Wiedemann was handsome, with black wavy hair, chiseled features, a powerful jaw, and a boxer's physique. Fluent in many languages, shrewdly intelligent, he was the toast of society on both sides of the Atlantic. The princess had been quite pretty as a young woman but had not aged well. The addition of years had filled out her figure and rendered her features far less attractive. Nevertheless, she had immense charm and vivacity; she was witty, sparkling, high-strung,
and wonderful company. She was also one of the most dangerous women in Europe.In the early 1930s, Wiedemann and Stefanie were entirely devoted to Hitler and I.G. Farben's AO. They were friendly with Lord Rothermere, British millionaire-owner of the London Daily Mail, who gave the princess a total of $5 million in cash to assist in Hitler's rise to power. She was less successful in France, which deported her in 1934 for scheming against an alliance between France and Poland that might have helped protect Europe from Nazi encroachment.

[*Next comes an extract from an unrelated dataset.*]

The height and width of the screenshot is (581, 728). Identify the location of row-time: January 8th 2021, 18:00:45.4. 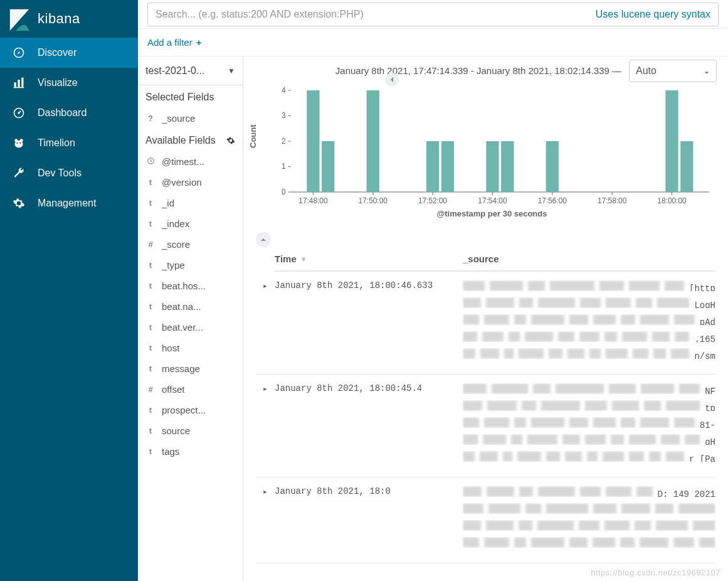
(369, 425).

She formed a close friendship with Otto Abetz, the smooth Nazi represen¬tative in Paris who later became ambassador and was so helpful in the fall of France. In 1938 the princess arranged a meeting between Wiedemann and Lord Halifax, the British Foreign Minister, in London, the purpose of which was to determine Halifax's and Chamberlain's attitude to Hitler. The mission was successful. As the princess had promised, Halifax told Wiedemann that the British government was in sympathy with Hitler and that he had a vision that "Hitler would ride in triumph through the streets of London in the royal carriage along with King George VI...
Wiedemann set up the German-American Business League, which had as its rules purchase from Germans only, a boycott of Jewish firms, and the insistence that all employees be Aryans. Financed by Max Ilgner through General Aniline and Film, Wiedemann developed the Business League while pretending to denounce the Associated Bunds organization. Among the members were the owners of 1,036 small firms, including numerous import-export companies, fuel services, dry goods stores, meat markets, and adult and children's dress shops. The League stirred up anti-Jewish feeling, financed secret Nazi military training camps, paid for radio time for Nazi plays, and publicized German goods. It ran lotteries without licenses and sold blue candles to aid its brethren in Poland and Czechoslovakia before those countries were annexed.